4) The only rational (and moral) thing Fuller can say to the parents is "But, of course, I don't blame you in any way for my injury; and I can't even imagine the horror you must be going through right now."

5) While genuine forgiveness is a Christian virtue, and much to be encouraged, the "liberal" (mis)understanding of the concept is an abomination leading directly to all sorts of the social problems and pathologies presently afflicting America (and other Western nations) ... including such as the events reported in the second item.
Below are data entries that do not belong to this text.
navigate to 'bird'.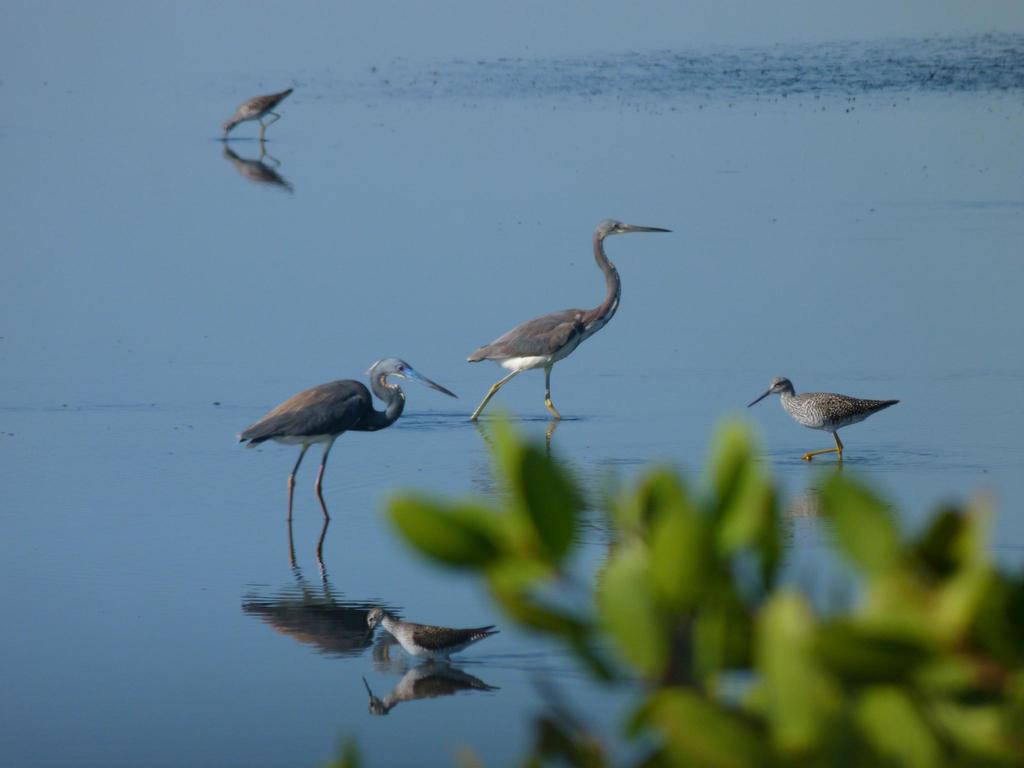
Navigation target: [left=221, top=88, right=293, bottom=135].
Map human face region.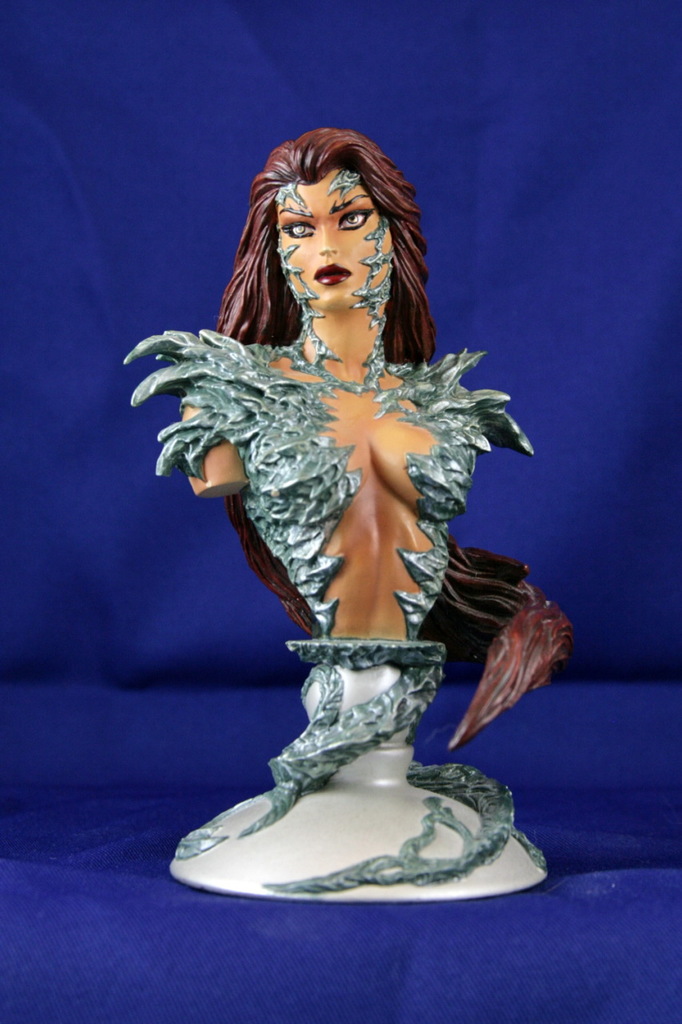
Mapped to bbox(268, 177, 386, 316).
The second item reports that this Eric Fuller went to the taping of an ABC-TV "town hall event" and shouted "You're dead!" at a Tea Party spokesman there.

My observations:
1) Ah, "liberalism!" So open-minded! so rational, so forgiving.
2) These two new items together so perfectly exemplify the “liberal” (mis)understanding of the concept of forgiveness:
2a) Fuller imagines that he can “forgive” someone wholly innocent of his injury -- that is, he first attempts invalidly to foist the blame onto them so that he can magnanimously “forgive” them for that of which they are innocent;
2b) Fuller has it in his mind to “forgive,” in the “liberal” manner, the actual guilty individual -- not by, indeed, forgiving him, but by transferring his guilt to an innocent third party;
2c) And that innocent third part would be conservatives, those who are politically and socially opposed to “liberalism” - this is scapegoating, this is a “blood libel” … this is “your mind on liberalism!
3) Leftists ... and the majority of their "liberal" enablers in the public eye ... spent the week after the massacre trying to pin ultimate blame for the shootings on conservatives in general, the Tea Party people in more specifics, and especially upon select individuals, such as Sarah Palin, Glen Beck, and Rush Limbaugh. As Sarah Palin rightly called it, the “liberals” and leftists were dealing in “blood libel” ... until, of couse, it got through to them that this time the American public wasn't buying what they were trying to sell.
3a) The pseudo-argument the "liberals" tried to advance is that by virtue of conservatives’ supposed "violent rhetoric" (and do, let us, ignore that political violence, physical and rhetorical, is the provenance of the left, of the "revolutionaries," of those who want to overthrow and destroy all present social arrangements, who wish to dictate to us what our social arrangements must be), conservatives have "created a climate of violence" which fosters actual violence (by conservatives) against innocent “progressives.”
3b) According to their own “reasoning,” by their actions over the part week -- vilifying and demonizing conservatives in general and Tea Partiers in particular - “liberals” have “created a climate of violence” which fosters the apparent issuing of threats of physical violence against identified conservatives, on virtue only of their conservativism.

4) What are the odds, do you think, that *any* of the “liberals” who spent a week trying to pin the blame for Loughner’s actions on Sarah Palin … and me (and possibly you) … are going to man-up, step up to the plate, and admit their own fault and complicity in Fuller’s actions and seeming threat?